A picture rose unbidden in Ralph’s mind—six cowboy pallbearers carrying a plank coffin. He sensed the arrival of another confluence.

“The old graveyard in Canning Township,” Marcy said. “Terry took me out once, and it looked like nobody had been buried there for a long time, or even visited. There were no flowers or memorial flags. Just some crumbling grave markers. You couldn’t read the names on most of them.”

Startled, Ralph glanced at Yune, who nodded slightly.

“That’s why he was interested in that book in the newsstand,” Bill Samuels said in a low voice. “A Pictorial History of Flint County, Douree County, and Canning Township.”

Marcy continued to wipe her eyes with Jeannie’s handkerchief. “Of course he would have been interested in a book like that. There have been Maitlands in this part of the state ever since the Land Rush of 1889. Terry’s great-great-grandparents—or maybe even a generation greater than that, I don’t know for sure—settled in Canning.”

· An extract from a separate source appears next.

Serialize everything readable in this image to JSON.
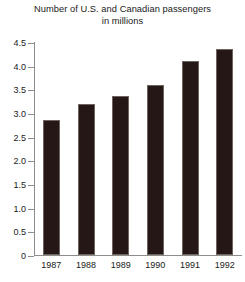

“Not in Flint City?” Alec asked.

“There was no Flint City back then. Just a little village called Flint, a wide spot in the road. Until statehood, in the early twentieth century, Canning was the biggest town in the area. Named after the biggest landowner, of course. When it came to acreage, the Maitlands were second or third. Canning was an important town until the big dust storms came in the twenties and thirties, when most of the good topsoil blew away. These days there’s nothing out there but a store and a church hardly anyone goes to.”

“And the graveyard,” Alec said. “Where people did their burying until the town dried up. Including a bunch of Terry’s ancestors.”

Marcy smiled wanly. “That graveyard . . . I thought it was awful. Like an empty house nobody cares about.”

Yune said, “If this outsider was absorbing Terry’s thoughts and memories as the transformation progressed, then he would have known about the graveyard.” He was looking at one of the pictures on the wall now, but Ralph had a good idea what was going through his mind. It was going through his, as well. The barn. The discarded clothes.

“According to the legends—there are dozens about El Cuco online—these creatures like places of death,” Holly said. “It’s where they feel most at home.”

“If there are creatures who eat sadness,” Jeannie mused, “a graveyard would make a nice cafeteria, wouldn’t it?”

Ralph wished mightily that his wife hadn’t come. If not for her, he would have been out the door ten minutes ago. Yes, the barn where the clothes had been found was near that dusty old boneyard. Yes, the goo that had turned the hay black was puzzling, and yes, perhaps there had been an outsider. That was a theory he was willing to accept, at least for the time being. It explained a lot. An outsider who was consciously re-creating a Mexican legend would explain even more . . . but it didn’t explain the disappearing man at the courthouse, or how Terry Maitland could have been in two places at the same time. He kept coming up against those things; they were like pebbles lodged in his throat.